The android RNG flaw for example; everyone assumed that Googke wouldn't release shoddy code like that, so android was trusted, people only looked above that later, it was inly after a lot of coins went missing that people realized that the platform itself was the problem.
140  Bitcoin / Bitcoin Discussion / Re: Examples of public rejection of fiat on: March 31, 2015, 10:41:24 PM
Locally I've seen some businesses refuse to accept cash, although they should, according to law. They only accept cards, I haven't challenged them about it, but I would think if you said you were tired of cash, that they would probably not accept bitcoin, and the person behind the desk would probably not have a single clue when you make some drama and leave the door saying you won't pay in fiat.
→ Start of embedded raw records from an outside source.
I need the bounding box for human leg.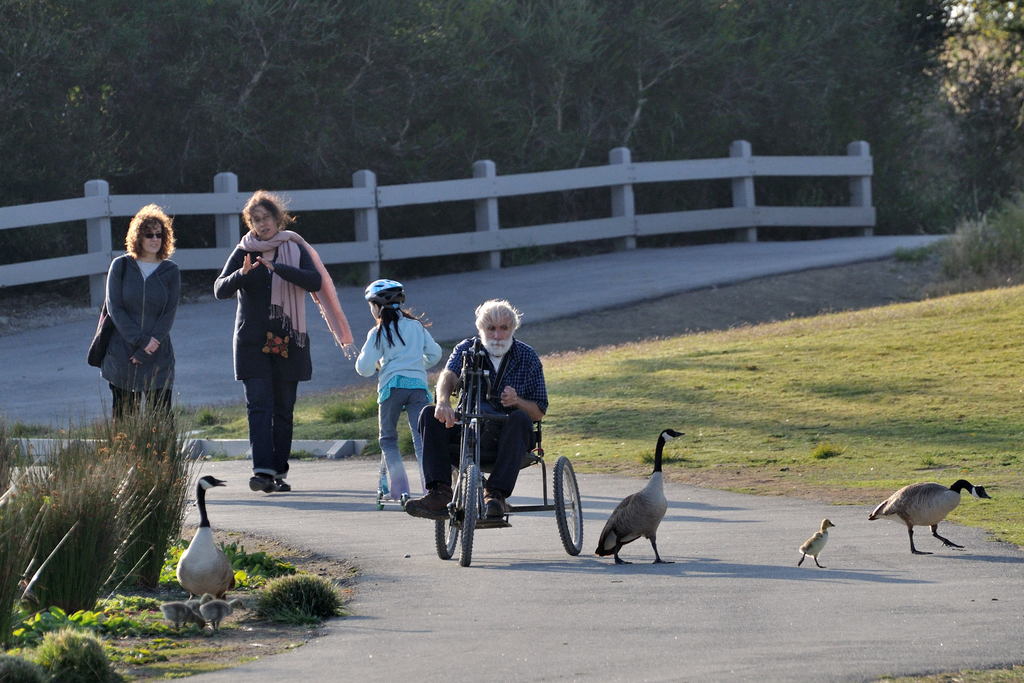
Here it is: crop(280, 372, 293, 495).
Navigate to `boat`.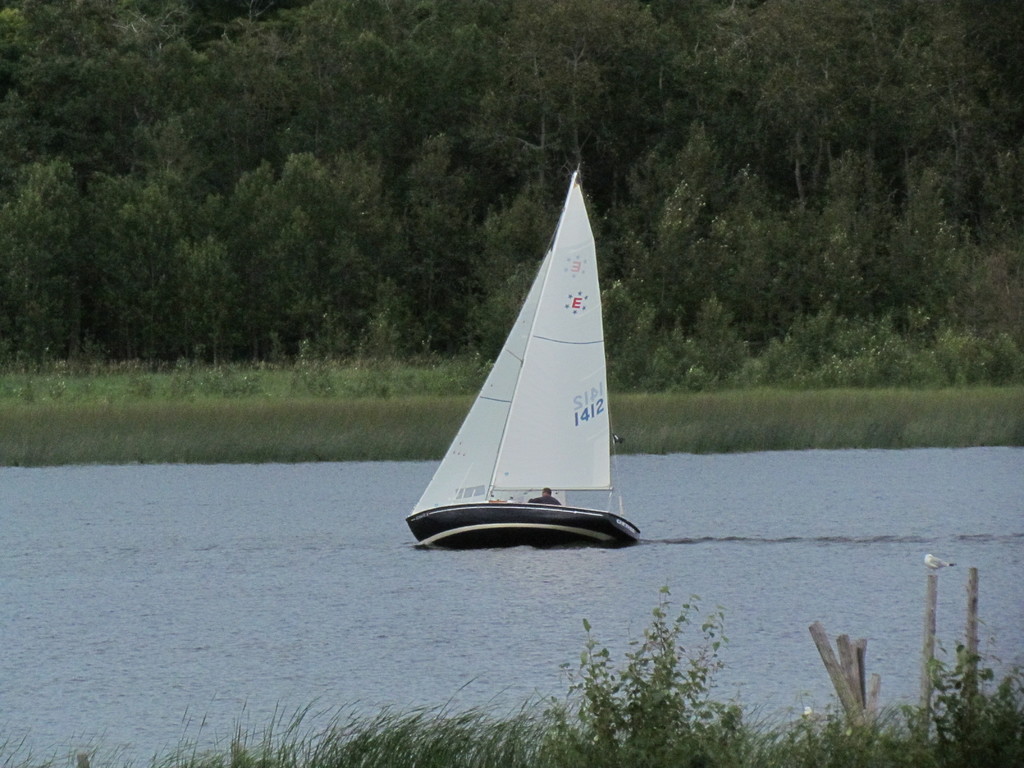
Navigation target: bbox(411, 172, 652, 547).
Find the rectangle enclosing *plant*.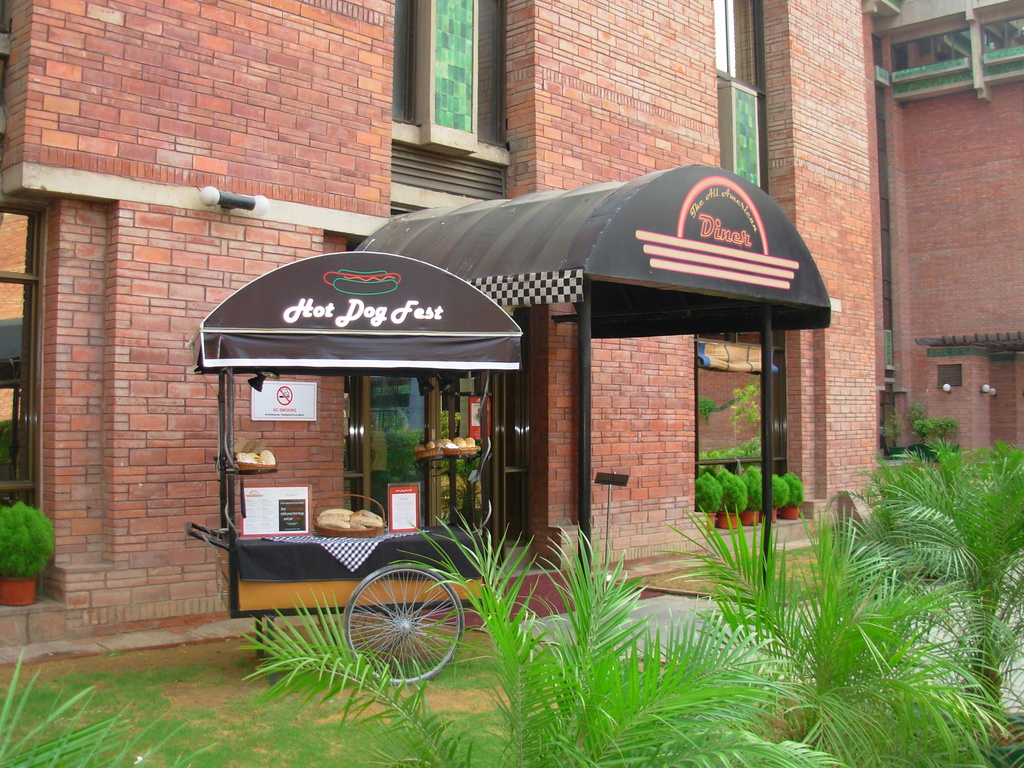
{"x1": 878, "y1": 408, "x2": 897, "y2": 451}.
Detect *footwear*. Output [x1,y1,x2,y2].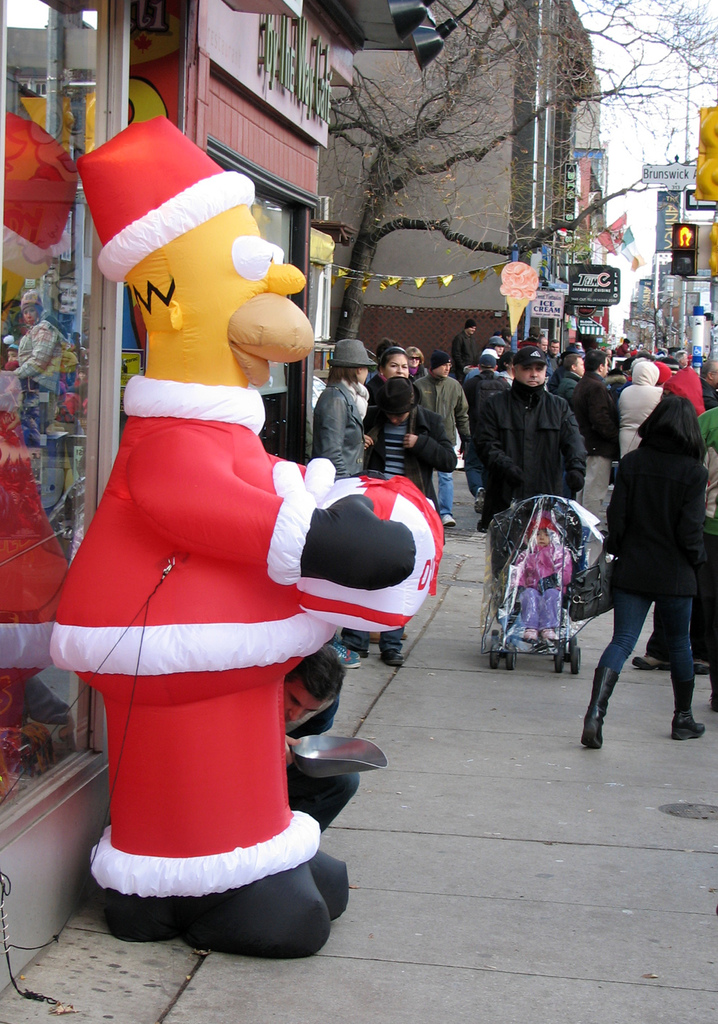
[633,651,666,669].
This makes no sense to me. Why would a business not accept cash, which comes with no processing fees, and only accept cards which charge them ~1-3% for each transaction?

High end retailers, jewelers and the like, might refuse cash for numerous reasons - not having $20 or $50,000 cash on hand after concluding a sale could be a good decision both to deter robbery, or, more likely, embezzlement. Plus, it's not just banks that are subject to currency transaction reporting requirements- any business thT accepts over $10k in a single or related transaction is supposed to fill out paperwork to report it. And given that most of their customers probably want to charge the purchase to their Amex, taking the next step and saying "we don't accept cash" is a logical next step. Certainly not for all retailers, but high end ones, yes.